Have you ever noticed, really noticed, how identified you are with your thoughts? Maybe you don’t even know what that means. It means there is nothing between you and your thoughts. You are your thoughts. Most of us live this way, not knowing there is an alternative. We think a thought, and totally believe it. It starts from the moment we wake up until we sleep. The train of thought never stops and we are absorbed and believe each one. “I didn’t sleep well,” “Wow, the traffic today,” “He pissed me off,” “I’m always late,” “I need to lose weight,” – all of these are opinions the mind creates in response to the external world.
Thoughts are like clouds – constantly changing with the atmosphere. One day, you love your job, the next, the mind tells you to quit. You don’t question any of it, accepting every thought as true- even if the opposite was thought the day, hour, or minute before. The mind just wants to lure us in, tantalize us with its next new idea, or old idea we’ve thought a million times. It wants to get us charged up about it, identified with it, accepting of it, and then keep the hypnosis going with the next shiny bauble and the next.
This keeps us from noticing what’s really going on around us: life. The curtain of thoughts stands between us and the present moment, a filter on top of reality. Reality is that I am a woman sitting in a room on a computer typing words. Mind-identified reality is that as I am writing my knee hurts, I want to stop, I need to check my messages, my writing sucks, I’m hungry, I can’t wait for the weekend, why am I even trying?
The mind thinks it knows it all and is always trying to stay one step ahead of everything as a form of protection. And then it makes a worst-case scenario of any issue to try and help us prepare for it. “Your knee hurts- you know you probably tore something, better get an MRI,” “Your boss didn’t reply to your email, you’re going to get fired.” Then a week later the knee is better, and the boss writes back, and then the mind has to make up something else, some other problem.
The know-it-all mind also pigeonholes people in all of our relationships into boxes based on past experience, therefore not allowing room for the person to be any different. Then we react to them based on the past, so they react like they always have, and on and on. We are rarely present enough to experience others without these filters pasted onto them.
Think of the sense organs: the eyes, ears, nose, mouth, and skin. We receive information about our environment from these organs. The mind can also be compared to a sense organ. Just as the eyes see and the ears hear, the mind thinks. That is its function. We don’t take it personally when we hear sounds, or see things. The eyes and nose are simply receiving neutral information. But we take thoughts very personally, when in reality, the mind is just thinking, as the eyes are seeing.
A life lived totally identified with thought is not peaceful or fulfilling. It’s like trying to build a house in the desert. Strong desert winds whip the sand around, constantly shifting the contours of the land. It’s difficult to build anything because the ground is soft and in perpetual change. There is no foundation or stability because there’s no firm rock to build on. When we base our happiness on believing everything we think, we get tossed around. When we learn to find another anchor of focus – the present moment – we find peace.
How do we begin to change these habits? How do we put a stick in the spokes of the wheels of habitual thoughts to create space for new patterns, and space for just, space?
There are many methods. One of these is using a mantra. A mantra is simply a set of words that you repeat that help still the mind and disengage from the chatter. One of the most powerful mantras to stop the mind in its tracks is “I Don’t Know.” Try it the next time you notice you’re absorbed in thinking. Say the mantra in response to the thoughts, and then bring yourself into presence by taking a conscious breath, focusing on your surroundings and what you are doing in the moment. Bring yourself out of the mind and into the body. Out of the mind and into sensations and locations. This practice creates space, and relief. When applied consistently, you will experience peace. A peaceful mind is a peace-filled life.
For me, this mantra is most valuable when I am presented with new information, judge someone, or start to go down an everything-is-wrong spiral. I think “I don’t know” and then follow it with the context of the thought:
I don’t know if my boss really hates me. I don’t know why she didn’t answer my email. I don’t know if my knee hurts because I tore a ligament. I don’t know if he did that on purpose. I don’t know much about that. I also like “I don’t know anything about that thought.” Then I let it go, and it becomes easier to let the next thought go, and the next.
This mantra works well with The Work of Byron Katie. This is another form of questioning our thoughts, so as to dis-identify with them. The Work is four questions to contemplate regarding a thought or judgment. They are:
Is the thought true?
Can I absolutely know that it’s true?
How do I feel when I believe the thought?
Who am I without the thought?
Practicing The Work as well as repeating the I Don’t Know mantra helps us to be able to step back from identifying with and believing all of our thoughts. I invite you to start to break this subtle undercurrent of suffering in your life. Each time you question a thought’s validity or truth, space is created where the light of awareness can shine in, and you wake up to the beauty of life lived in deeper presence, inner stillness, and peace.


» **Assignment**
Copy out all of the data word for word. Omit every picture.
(Material provided begins)
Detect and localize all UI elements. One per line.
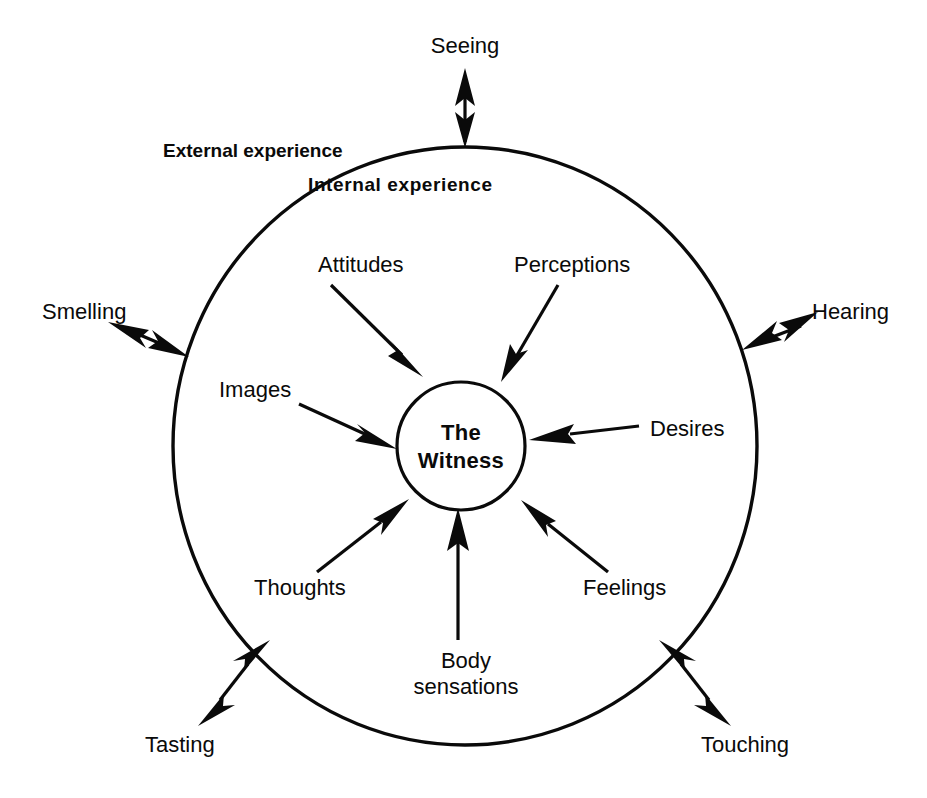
witness-label-line1: The bbox=[441, 420, 481, 445]
desires-arrow-shaft bbox=[570, 426, 639, 434]
perceptions-arrow-head bbox=[501, 344, 528, 382]
zone-label-internal-experience: Internal experience bbox=[308, 174, 493, 195]
witness-label-line2: Witness bbox=[418, 448, 504, 473]
thoughts-arrow-head bbox=[373, 499, 409, 535]
zone-label-external-experience: External experience bbox=[163, 140, 343, 161]
feelings-arrow-shaft bbox=[548, 524, 608, 572]
content-group-thoughts: Thoughts bbox=[254, 499, 409, 600]
content-label-images: Images bbox=[219, 377, 291, 402]
content-label-perceptions: Perceptions bbox=[514, 252, 630, 277]
content-label-thoughts: Thoughts bbox=[254, 575, 346, 600]
content-label-desires: Desires bbox=[650, 416, 725, 441]
smelling-arrow-head-outward bbox=[108, 322, 149, 348]
tasting-arrow-shaft bbox=[220, 664, 248, 700]
content-label-body-sensations-line2: sensations bbox=[413, 674, 518, 699]
content-label-feelings: Feelings bbox=[583, 575, 666, 600]
thoughts-arrow-shaft bbox=[317, 522, 381, 572]
smelling-arrow-head-inward bbox=[148, 330, 189, 357]
tasting-arrow-head-outward bbox=[198, 694, 235, 726]
sense-label-smelling: Smelling bbox=[42, 299, 126, 324]
witness-circle bbox=[397, 382, 525, 510]
content-group-attitudes: Attitudes bbox=[318, 252, 423, 377]
content-group-perceptions: Perceptions bbox=[501, 252, 630, 382]
diagram-canvas: External experience Internal experience … bbox=[0, 0, 927, 798]
sense-group-seeing: Seeing bbox=[431, 33, 500, 148]
hearing-arrow-head-outward bbox=[779, 312, 818, 342]
content-label-attitudes: Attitudes bbox=[318, 252, 404, 277]
sense-group-tasting: Tasting bbox=[145, 640, 270, 757]
perceptions-arrow-shaft bbox=[516, 285, 558, 357]
sense-group-touching: Touching bbox=[659, 640, 789, 757]
content-label-body-sensations-line1: Body bbox=[441, 648, 491, 673]
content-group-images: Images bbox=[219, 377, 397, 449]
sense-label-tasting: Tasting bbox=[145, 732, 215, 757]
content-group-feelings: Feelings bbox=[521, 500, 666, 600]
content-group-body-sensations: Body sensations bbox=[413, 508, 518, 699]
tasting-arrow-head-inward bbox=[233, 640, 270, 671]
sense-group-hearing: Hearing bbox=[742, 299, 889, 350]
desires-arrow-head bbox=[529, 424, 576, 444]
touching-arrow-shaft bbox=[681, 664, 709, 700]
images-arrow-shaft bbox=[299, 404, 367, 435]
witness-diagram: External experience Internal experience … bbox=[0, 0, 927, 798]
attitudes-arrow-shaft bbox=[331, 285, 402, 355]
sense-group-smelling: Smelling bbox=[42, 299, 189, 357]
images-arrow-head bbox=[355, 424, 397, 449]
sense-label-touching: Touching bbox=[701, 732, 789, 757]
sense-label-seeing: Seeing bbox=[431, 33, 500, 58]
content-group-desires: Desires bbox=[529, 416, 725, 444]
touching-arrow-head-outward bbox=[694, 694, 731, 726]
sense-label-hearing: Hearing bbox=[812, 299, 889, 324]
feelings-arrow-head bbox=[521, 500, 556, 537]
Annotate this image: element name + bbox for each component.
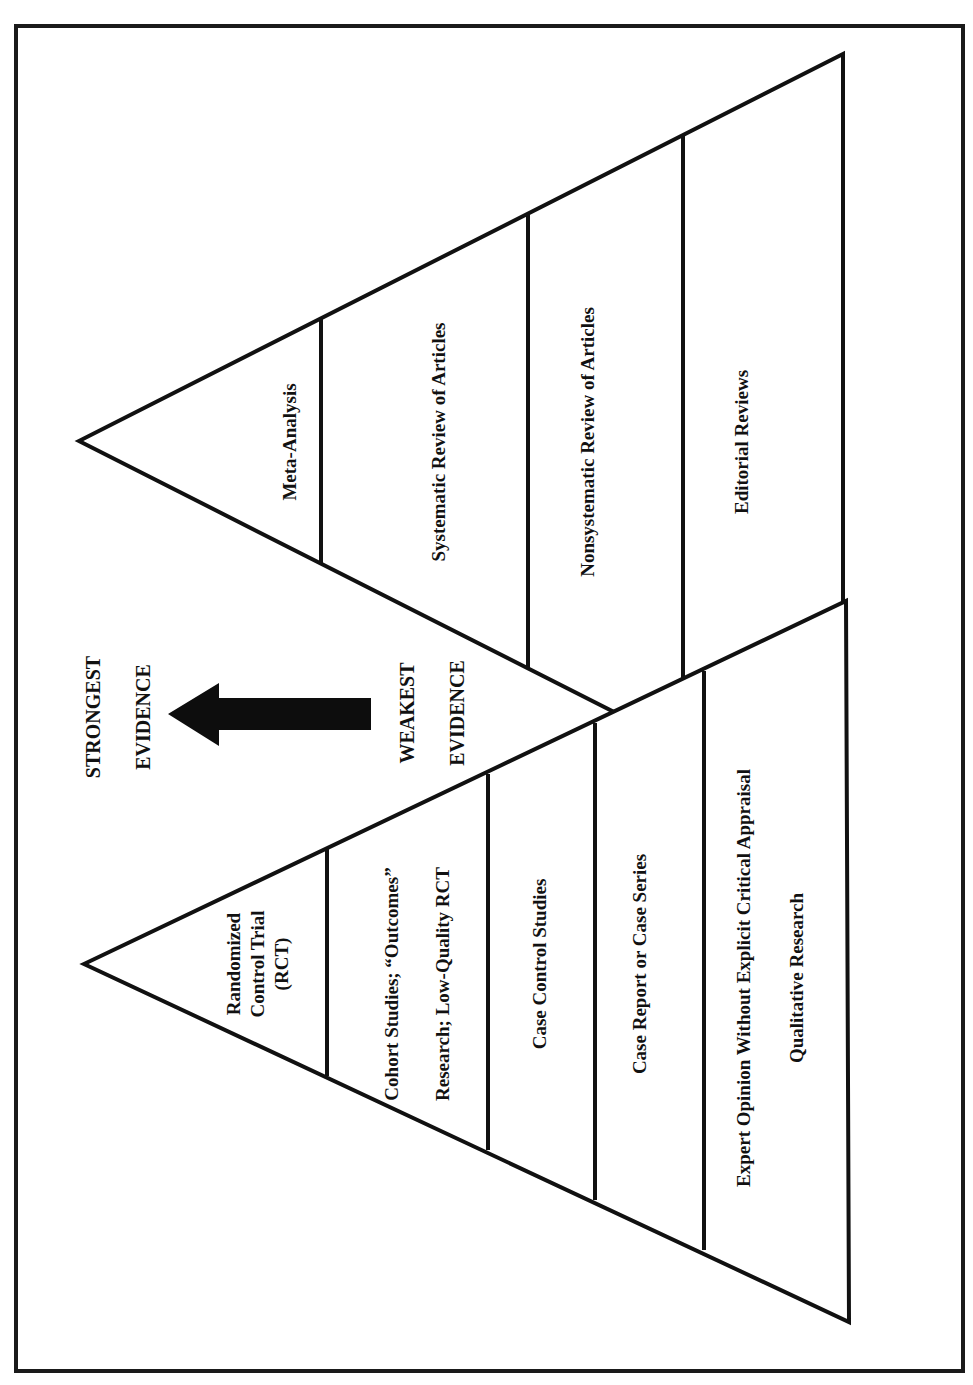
(Material provided ends)
» **Your response**
Detect and localize all UI elements. One per line.
witness-label-line1: The bbox=[441, 420, 481, 445]
desires-arrow-shaft bbox=[570, 426, 639, 434]
perceptions-arrow-head bbox=[501, 344, 528, 382]
zone-label-internal-experience: Internal experience bbox=[308, 174, 493, 195]
witness-label-line2: Witness bbox=[418, 448, 504, 473]
thoughts-arrow-head bbox=[373, 499, 409, 535]
zone-label-external-experience: External experience bbox=[163, 140, 343, 161]
feelings-arrow-shaft bbox=[548, 524, 608, 572]
content-group-thoughts: Thoughts bbox=[254, 499, 409, 600]
content-label-images: Images bbox=[219, 377, 291, 402]
content-label-perceptions: Perceptions bbox=[514, 252, 630, 277]
content-label-thoughts: Thoughts bbox=[254, 575, 346, 600]
content-label-desires: Desires bbox=[650, 416, 725, 441]
smelling-arrow-head-outward bbox=[108, 322, 149, 348]
tasting-arrow-shaft bbox=[220, 664, 248, 700]
content-label-body-sensations-line2: sensations bbox=[413, 674, 518, 699]
content-label-feelings: Feelings bbox=[583, 575, 666, 600]
thoughts-arrow-shaft bbox=[317, 522, 381, 572]
smelling-arrow-head-inward bbox=[148, 330, 189, 357]
tasting-arrow-head-outward bbox=[198, 694, 235, 726]
sense-label-smelling: Smelling bbox=[42, 299, 126, 324]
witness-circle bbox=[397, 382, 525, 510]
content-group-attitudes: Attitudes bbox=[318, 252, 423, 377]
content-group-perceptions: Perceptions bbox=[501, 252, 630, 382]
diagram-canvas: External experience Internal experience … bbox=[0, 0, 927, 798]
sense-group-seeing: Seeing bbox=[431, 33, 500, 148]
hearing-arrow-head-outward bbox=[779, 312, 818, 342]
content-label-attitudes: Attitudes bbox=[318, 252, 404, 277]
sense-group-tasting: Tasting bbox=[145, 640, 270, 757]
perceptions-arrow-shaft bbox=[516, 285, 558, 357]
sense-group-touching: Touching bbox=[659, 640, 789, 757]
content-label-body-sensations-line1: Body bbox=[441, 648, 491, 673]
content-group-images: Images bbox=[219, 377, 397, 449]
sense-label-tasting: Tasting bbox=[145, 732, 215, 757]
content-group-feelings: Feelings bbox=[521, 500, 666, 600]
content-group-body-sensations: Body sensations bbox=[413, 508, 518, 699]
tasting-arrow-head-inward bbox=[233, 640, 270, 671]
sense-group-hearing: Hearing bbox=[742, 299, 889, 350]
desires-arrow-head bbox=[529, 424, 576, 444]
touching-arrow-shaft bbox=[681, 664, 709, 700]
images-arrow-shaft bbox=[299, 404, 367, 435]
witness-diagram: External experience Internal experience … bbox=[0, 0, 927, 798]
attitudes-arrow-shaft bbox=[331, 285, 402, 355]
sense-group-smelling: Smelling bbox=[42, 299, 189, 357]
images-arrow-head bbox=[355, 424, 397, 449]
sense-label-touching: Touching bbox=[701, 732, 789, 757]
sense-label-seeing: Seeing bbox=[431, 33, 500, 58]
content-group-desires: Desires bbox=[529, 416, 725, 444]
touching-arrow-head-outward bbox=[694, 694, 731, 726]
sense-label-hearing: Hearing bbox=[812, 299, 889, 324]
feelings-arrow-head bbox=[521, 500, 556, 537]
Annotate this image: element name + bbox for each component.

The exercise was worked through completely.